Further, being manufactured under controlled conditions, the meat can be produced free from bacteria and viruses which could infect consumers. This is achieved without the excessive antibiotic usage that occurs in livestock farming which perpetuates the rise of antibiotic resistant diseases. Controlled manufacturing conditions also support customisable nutrient profiles which can be enriched in desired nutrients to eliminate deficiencies and have reduced levels of certain compounds such as cholesterol which are potentially harmful.
Cultured meat has come a long way since the first 250,000 Euro burger in 2013 with a recent Good Food Institute report depicting a growing industry with 366 million dollars of investment in 2020 alone. With the company Good Meat selling cultured chicken in a Singapore restaurant the race to bring commercially viable large scale cultured meat to consumers is under way.
Despite the GFI reports encouraging statement that there are no more fundamental technological breakthroughs required for commercially viable large scale cultured meat, there is still much research needed to tackle the biochemical and engineering challenges of increasing affordability, scaling up production and mimicking the texture and nutritional profile of slaughtered meat.

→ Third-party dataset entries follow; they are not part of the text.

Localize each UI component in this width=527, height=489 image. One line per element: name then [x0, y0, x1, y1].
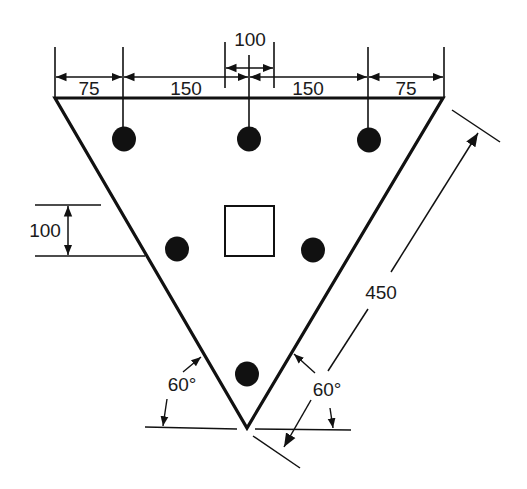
pile-5: [301, 238, 325, 263]
dim-75-left: 75: [78, 78, 99, 99]
dim-100-row: 100: [29, 220, 61, 241]
pile-3: [357, 128, 381, 153]
dim-150-right: 150: [292, 78, 324, 99]
pile-4: [165, 237, 189, 262]
pile-6: [235, 362, 259, 387]
angle-right-label: 60°: [313, 379, 342, 400]
dim-450: 450: [365, 282, 397, 303]
dim-150-left: 150: [170, 78, 202, 99]
dim-100-column: 100: [234, 29, 266, 50]
square-column: [225, 206, 274, 256]
pile-2: [237, 127, 261, 152]
top-extension-lines: [55, 42, 444, 128]
angle-left-label: 60°: [168, 374, 197, 395]
pile-1: [112, 127, 136, 152]
pile-cap-diagram: 75 150 150 75 100 100 450 60°: [0, 0, 527, 489]
dim-75-right: 75: [395, 78, 416, 99]
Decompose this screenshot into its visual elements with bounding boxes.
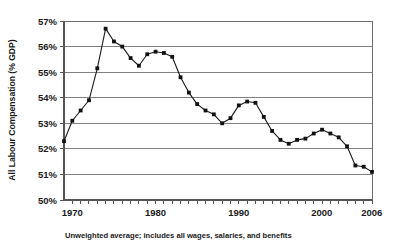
y-tick-label-51: 51% (38, 169, 58, 180)
data-point-1985 (195, 102, 199, 106)
data-point-2000 (320, 128, 324, 132)
x-tick-label-1970: 1970 (62, 207, 83, 218)
y-tick-label-56: 56% (38, 41, 58, 52)
data-point-1991 (245, 100, 249, 104)
data-point-2003 (345, 144, 349, 148)
y-tick-label-50: 50% (38, 195, 58, 206)
data-point-1982 (170, 55, 174, 59)
y-tick-label-52: 52% (38, 143, 58, 154)
chart-background (0, 0, 398, 251)
data-point-1994 (270, 129, 274, 133)
data-point-1990 (237, 103, 241, 107)
data-point-1989 (229, 116, 233, 120)
y-tick-label-57: 57% (38, 16, 58, 27)
data-point-1998 (304, 137, 308, 141)
data-point-1995 (279, 138, 283, 142)
chart-figure: 57% 56% 55% 54% 53% 52% 51% 50% 1970 198… (0, 0, 398, 251)
data-point-1973 (95, 66, 99, 70)
data-point-2002 (337, 135, 341, 139)
data-point-1976 (120, 45, 124, 49)
data-point-1970 (70, 119, 74, 123)
data-point-1974 (104, 27, 108, 31)
y-tick-label-55: 55% (38, 67, 58, 78)
data-point-1986 (204, 109, 208, 113)
data-point-1981 (162, 51, 166, 55)
data-point-2001 (328, 132, 332, 136)
data-point-1983 (179, 75, 183, 79)
data-point-2005 (362, 165, 366, 169)
x-tick-label-1980: 1980 (145, 207, 166, 218)
data-point-1975 (112, 40, 116, 44)
data-point-1978 (137, 64, 141, 68)
data-point-1999 (312, 132, 316, 136)
x-tick-label-2006: 2006 (361, 207, 382, 218)
chart-caption: Unweighted average; includes all wages, … (65, 231, 292, 240)
data-point-1971 (79, 109, 83, 113)
line-chart-svg: 57% 56% 55% 54% 53% 52% 51% 50% 1970 198… (0, 0, 398, 251)
data-point-2006 (370, 170, 374, 174)
data-point-1987 (212, 112, 216, 116)
data-point-1993 (262, 115, 266, 119)
data-point-1972 (87, 98, 91, 102)
x-tick-label-2000: 2000 (311, 207, 332, 218)
x-tick-label-1990: 1990 (228, 207, 249, 218)
data-point-1969 (62, 139, 66, 143)
data-point-1979 (145, 52, 149, 56)
data-point-1988 (220, 121, 224, 125)
y-axis-title: All Labour Compensation (% GDP) (7, 39, 17, 180)
data-point-1992 (254, 101, 258, 105)
y-tick-label-53: 53% (38, 118, 58, 129)
data-point-1977 (129, 56, 133, 60)
data-point-2004 (353, 164, 357, 168)
data-point-1984 (187, 91, 191, 95)
data-point-1997 (295, 138, 299, 142)
data-point-1996 (287, 142, 291, 146)
data-point-1980 (154, 50, 158, 54)
y-tick-label-54: 54% (38, 92, 58, 103)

This project aims to produce cultured meat tissues by engineering hydrogel capsules that will act as a 3D scaffold on which cells can grow into a 3D network. These encapsulated cells can be cultured within a bioreactor and the co-culture of different cell types can help replicate the complexity of meat tissue. In order to imitate livestock meat, cultivated meat will need a complex structure consisting of muscle, fat and connective cells which together provide the taste and nutritional value of meat.
Bovine mesenchymal stem cells (bMSCs) will therefore be used in this project as not only are they easy and cheap to grow and easy to isolate but they also have the ability to differentiate into both muscle and fat cells, both of which are necessary for the co-culture of a complex meat-mimicking tissue2.
The hydrogel capsules on which these bMSCs will be grown will need to fit a range of parameters. They will need to be edible and provide a 3D structure suitable to allow adhered cell growth, these characteristics will be defined by the hydrogels biochemical make up and to thoroughly investigate ideal growth conditions a range of hydrogels and capsule sizes will be explored.
Capsule size can be altered through fine tuning of production parameters, such as hydrogel injection rate and shearing force, and specific size ranges can be selected using membrane extrusion techniques.
This project aims to define an optimized process by which complex bovine tissue can be cultured using 3D hydrogel capsules, grown within a bioreactor for the scalable production of cultured meat. 1Stephens, N. et al. (2018) Trends in Food Science & Tech 2Hanga MP et al (2020) Biotech Bioeng; 117(10):3029-3039.